If you are using LDAP auth for your hypervisor (vsphere as an example) how do you auth after a kaboom event and your AD server VMs have not auto started.
I remember reading somewhere (prob /r/Sysadmin) that having one bare metal AD server just incase everything goes offline.
You use console to turn on embedded shell then Ctrl+Alt+Fn over to it (I forget whether it's on f1 or f2), then you can use esxcli and all the rest of that to fix it up.
Once you get enough networking/storage pieces sorted out you can get back into the management HTML UI and SSH
Then when you're done fixing, turn shell and SSH back off.
You connect directly to the ESXi host with root. Because you're going to have to boot up vCenter in addition to the DC anyway when you're using SSO. I would use DRS rules to prefer host1 for vCenter and the PDCe for that reason.
Only in the very early days of virtualization (2008-2012) did I recommend keeping a physical server around. I know a lot more now than I did then.
But anymore, I don't recommend using SSO for hypervisors or backup infrastructure. It's better to add another wall in front of an attacker trying to laterally move onto these critical platforms for ransom, data exfiltration, etc.
And in reality, these "kaboom events" aren't terribly common unless you've neglected some other part of your infrastructure.
Half the industry, if not more, is already seeking alternatives to vcenter, esxi, director, and the rest of the gang. Watch the install base shrinking going forward.
We are. Where I am, the money men are (rightly) scared and we're looking at our options. I'm currently assessing Kubernetes as an alternative. The benefits to containerization are too great to ignore, but if we go that route, the workload to migrate our services is definitely going to sting for the next few months. Thanks Broadcom....
How about Proxmox? It allows containers and VMs. Containers via LXC, but you could set your own VM to run docker/kubernetes etc.
Haven't had many chances to try Kuberbetes myself, so not sure the difference of advantages.
Yeah, I use Proxmox at home and however much I love the product, it's not really enterprise ready. There are too many missing features and 3rd party integrations that come as standard with vSphere. Our future is probably in microservices. The cost saving benefits of auto scaling, while also being vendor agnostic are very attractive.
Ye ol "free" hyper-v as well. Would probably be the next one I consider in a corporate environment after VMware just blew it's brains out. Containers are great, I run kubernetes at one on truenas scale but obviously it's Linux containers which may have some implications if the idea is to move everything off VMware to containers. Like if there are windows vms.

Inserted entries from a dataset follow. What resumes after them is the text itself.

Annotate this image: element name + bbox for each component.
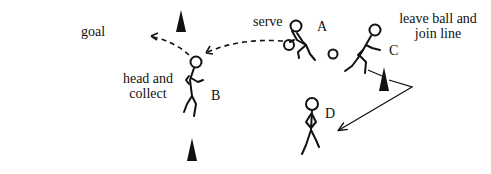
player-d-figure [302,98,319,154]
arrowhead-goal-icon [151,33,158,40]
run-arrow [339,80,412,130]
leave-ball-label: leave ball and [388,11,488,26]
player-b-label: B [211,88,220,103]
join-line-label: join line [388,26,488,41]
cone-top [176,10,186,32]
dash-to-cone [368,70,382,76]
dashed-path-to-goal [153,37,189,55]
collect-label: collect [118,86,178,101]
cone-bottom [187,138,197,161]
goal-label: goal [81,24,105,39]
dashed-serve-path [208,40,283,52]
player-d-label: D [325,106,335,121]
serve-label: serve [253,14,283,29]
cone-right [379,67,389,91]
head-and-label: head and [118,71,178,86]
player-a-label: A [317,19,327,34]
ball-icon [329,50,338,59]
player-c-label: C [389,43,398,58]
player-a-figure [284,21,315,61]
player-c-figure [345,25,381,74]
player-b-figure [184,57,203,117]
drill-diagram: goal head and collect B serve A leave ba… [0,0,491,174]
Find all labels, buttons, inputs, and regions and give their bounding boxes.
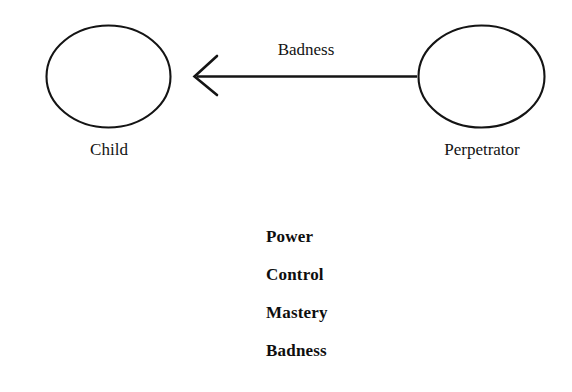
badness-edge-label: Badness bbox=[236, 41, 376, 58]
attribute-item-mastery: Mastery bbox=[266, 304, 466, 342]
attribute-item-control: Control bbox=[266, 266, 466, 304]
attribute-item-badness: Badness bbox=[266, 342, 466, 380]
attribute-list: Power Control Mastery Badness bbox=[266, 228, 466, 380]
child-node-label: Child bbox=[46, 141, 172, 158]
perpetrator-node-label: Perpetrator bbox=[418, 141, 546, 158]
perpetrator-node-ellipse bbox=[419, 26, 545, 128]
attribute-item-power: Power bbox=[266, 228, 466, 266]
diagram-canvas: Child Perpetrator Badness Power Control … bbox=[0, 0, 572, 392]
child-node-ellipse bbox=[47, 26, 171, 128]
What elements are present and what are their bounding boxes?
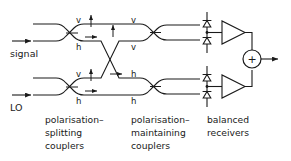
maintaining-coupler-top <box>122 24 200 41</box>
svg-text:couplers: couplers <box>131 140 170 151</box>
balanced-receiver-bottom <box>203 66 252 107</box>
label-h-maintaining-bottom-upper: h <box>131 69 136 79</box>
label-v-splitting-bottom: v <box>76 69 81 79</box>
svg-text:balanced: balanced <box>207 114 249 125</box>
svg-text:polarisation–: polarisation– <box>131 114 190 125</box>
caption-maintaining: polarisation– maintaining couplers <box>131 114 190 151</box>
waveguide-crossover <box>95 41 122 78</box>
signal-label: signal <box>10 48 38 59</box>
lo-label: LO <box>10 102 22 113</box>
splitting-coupler-signal <box>33 24 122 41</box>
coherent-receiver-diagram: signal LO <box>0 0 291 161</box>
caption-splitting: polarisation– splitting couplers <box>45 114 104 151</box>
svg-text:polarisation–: polarisation– <box>45 114 104 125</box>
signal-input: signal <box>10 41 38 59</box>
polarisation-annotations: v h v h v v h h <box>76 15 136 106</box>
svg-text:couplers: couplers <box>45 140 84 151</box>
label-v-splitting-top: v <box>76 15 81 25</box>
summing-node: + <box>243 50 278 68</box>
figure-canvas: signal LO <box>0 0 291 161</box>
label-v-maintaining-top-lower: v <box>131 42 136 52</box>
label-h-splitting-bottom: h <box>76 96 81 106</box>
svg-text:splitting: splitting <box>45 127 82 138</box>
label-h-splitting-top: h <box>76 42 81 52</box>
label-v-maintaining-top-upper: v <box>131 15 136 25</box>
svg-text:maintaining: maintaining <box>131 127 186 138</box>
svg-text:receivers: receivers <box>207 127 249 138</box>
lo-input: LO <box>10 95 31 113</box>
label-h-maintaining-bottom-lower: h <box>131 96 136 106</box>
caption-balanced-receivers: balanced receivers <box>207 114 249 138</box>
splitting-coupler-lo <box>33 78 122 95</box>
maintaining-coupler-bottom <box>122 78 200 95</box>
plus-symbol: + <box>247 53 256 66</box>
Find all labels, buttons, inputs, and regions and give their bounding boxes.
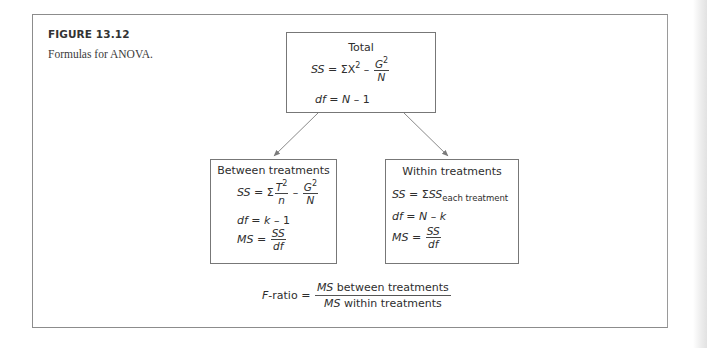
arrow-to-within [404,113,448,156]
total-ss-formula: SS = ΣX2 – G2N [311,57,390,82]
f-ratio-numerator: MS between treatments [315,282,451,296]
between-df-formula: df = k – 1 [237,214,290,227]
arrow-to-between [274,113,318,156]
within-ss-formula: SS = ΣSSeach treatment [392,188,508,203]
within-treatments-box: Within treatments SS = ΣSSeach treatment… [385,159,519,264]
f-ratio-fraction: MS between treatments MS within treatmen… [315,282,451,309]
between-ss-formula: SS = ΣT2n – G2N [237,180,319,205]
within-ms-formula: MS = SSdf [392,226,442,249]
between-treatments-box: Between treatments SS = ΣT2n – G2N df = … [210,159,337,264]
within-title: Within treatments [386,165,518,178]
within-df-formula: df = N – k [392,210,446,223]
total-title: Total [287,41,435,54]
total-box: Total SS = ΣX2 – G2N df = N – 1 [286,32,436,113]
between-ms-formula: MS = SSdf [237,228,287,251]
f-ratio-formula: F-ratio = MS between treatments MS withi… [262,282,452,309]
total-df-formula: df = N – 1 [315,93,370,106]
between-title: Between treatments [211,164,336,177]
f-ratio-denominator: MS within treatments [315,296,451,309]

I'm not sure what you're talking about. That's how hyperv has always been deployed. Install Microsoft server, install hyperv role. It's a hypervisor. Does all the fancy things like clustering as well, through the fail over cluster manager where you can view all your hosts, move vms from host to host, configure your witnesses etc. It absolutely is a competitor in the esxi space, never had quite all the bells and whistles but it was good enough for most applications.
The standalone Hyper-V Server was last released for server 2019. Not only was this leaner than Server 2019 w/ the Hyper V role, it was available for free.